Based On A True Story . . . . Yeah Right


I was channel surfing Saturday afternoon in between watching college football games when I came across the last 30 minutes of the 1962 movie “The Birdman of Alcatraz” starring Burt Lancaster in the title role.

If you’re not familiar with this flick, it’s the story of Robert Stroud, a real-life convicted murderer who spent 54 years of his life serving time in the McNeil Island, Leavenworth, and Alcatraz Federal prisons.

While serving his life sentence, Stroud found a nest of sparrows in the prison yard, which he took into his cell, where he succeeded in raising the birds to adulthood.  To make a long story short, he continued to raise birds during his time in prison and, based on the experience he gained, wrote and published two books on ornithology.

Lancaster portrayed Stroud as if the convict’s years behind bars had rehabilitated him into a saintly philosopher-humanitarian.  Nothing could be further from the truth.

Stroud was one of the most violent and unrepentant criminals in America. While serving his initial sentence after being convicted of manslaughter, Stroud assaulted another inmate with knife and eventually killed a prison guard in a separate knife attack.

During a particularly memorable parole hearing, he actually told the parole board that he hoped to be released from prison because he still had a lot of other people who he wanted to kill.

By the way, while serving time at Alcatraz, Stroud was not allowed to have birds in his cell.  No pets of any type were permitted on the Rock.  All of his work with birds had occurred while he was in Leavenworth.

Wouldn’t that make him the “Birdman of Leavenworth“?

All of this causes me to question that phrase which Hollywood often tacks on to it’s productions: “Based on a True Story“.

In the case of Robert Stroud, he was a prisoner, he did serve time at Alcatraz, and he did work with birds while in prison; but very little else of the story presented on film has anything at all to do with truth.

A few months ago, Hollywood released another movie, “Lawless” starring Shia LeBeouf, which was heavily promoted with television commercials purporting the film to the based on, you guessed it, a “true story“.

One evening after viewing yet another commercial advertising “Lawless“, I decided to do a little research and find out just what specific truth this movie was based upon.

It turns out that the movie is the adaptation of a novel.  A novel?  Unless the world of literature has redefined some of its basic terminology, a novel is a work of fiction.

I continued my search for the “truth” behind the movie and learned that the author of the novel had based his work on often told family stories concerning his grandfather and two uncles who had been bootleggers during the Depression.

Once again, I guess you could make an argument that the movie was “based on a true story”.

I’m willing to accept that the author did have a grandfather and it’s not beyond question that he could have also had two uncles as well.  But the rest of the story?  Well, your guess is as good as mine.

All of this makes me wonder why “King Kong” wasn’t billed as being based on a true story.

After all, we all know that gorillas are real.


▶ [TASK REQUIREMENTS]: Every line in the entries that holds the word "Potential" counts toward the answer, which should be a single number.
BEGIN
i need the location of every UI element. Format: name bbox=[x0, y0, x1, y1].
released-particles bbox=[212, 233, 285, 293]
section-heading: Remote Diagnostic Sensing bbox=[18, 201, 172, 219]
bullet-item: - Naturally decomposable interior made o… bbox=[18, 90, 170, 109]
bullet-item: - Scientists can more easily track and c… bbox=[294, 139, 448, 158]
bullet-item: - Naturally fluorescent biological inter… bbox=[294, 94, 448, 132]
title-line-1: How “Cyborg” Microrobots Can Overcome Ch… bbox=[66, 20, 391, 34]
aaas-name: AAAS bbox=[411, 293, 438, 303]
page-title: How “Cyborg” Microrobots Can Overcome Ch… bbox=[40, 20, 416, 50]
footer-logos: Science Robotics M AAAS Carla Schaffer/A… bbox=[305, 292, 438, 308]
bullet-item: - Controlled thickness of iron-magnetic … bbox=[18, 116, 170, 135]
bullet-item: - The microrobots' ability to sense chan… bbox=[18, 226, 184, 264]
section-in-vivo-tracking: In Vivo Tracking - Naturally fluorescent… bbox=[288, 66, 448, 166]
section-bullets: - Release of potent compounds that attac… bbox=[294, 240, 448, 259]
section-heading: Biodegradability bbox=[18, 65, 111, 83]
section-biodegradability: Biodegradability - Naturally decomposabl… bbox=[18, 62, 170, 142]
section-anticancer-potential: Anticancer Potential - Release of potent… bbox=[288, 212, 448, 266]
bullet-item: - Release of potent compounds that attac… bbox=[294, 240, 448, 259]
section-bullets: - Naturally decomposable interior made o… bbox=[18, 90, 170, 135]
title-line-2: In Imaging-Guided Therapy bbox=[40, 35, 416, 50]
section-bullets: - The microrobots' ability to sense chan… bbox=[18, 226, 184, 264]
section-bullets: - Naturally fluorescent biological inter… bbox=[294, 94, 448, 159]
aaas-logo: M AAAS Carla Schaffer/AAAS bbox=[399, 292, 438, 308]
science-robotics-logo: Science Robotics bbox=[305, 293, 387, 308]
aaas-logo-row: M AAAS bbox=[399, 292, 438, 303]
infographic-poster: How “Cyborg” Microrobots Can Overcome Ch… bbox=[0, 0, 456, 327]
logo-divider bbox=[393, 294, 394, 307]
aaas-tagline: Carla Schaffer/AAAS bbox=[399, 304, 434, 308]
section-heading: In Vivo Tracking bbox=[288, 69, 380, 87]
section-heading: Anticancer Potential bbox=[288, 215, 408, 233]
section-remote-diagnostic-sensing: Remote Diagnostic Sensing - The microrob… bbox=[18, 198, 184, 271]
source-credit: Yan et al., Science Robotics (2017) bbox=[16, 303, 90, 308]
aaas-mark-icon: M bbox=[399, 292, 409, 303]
END
▶ [SOLUTION TO THIS TASK]: 2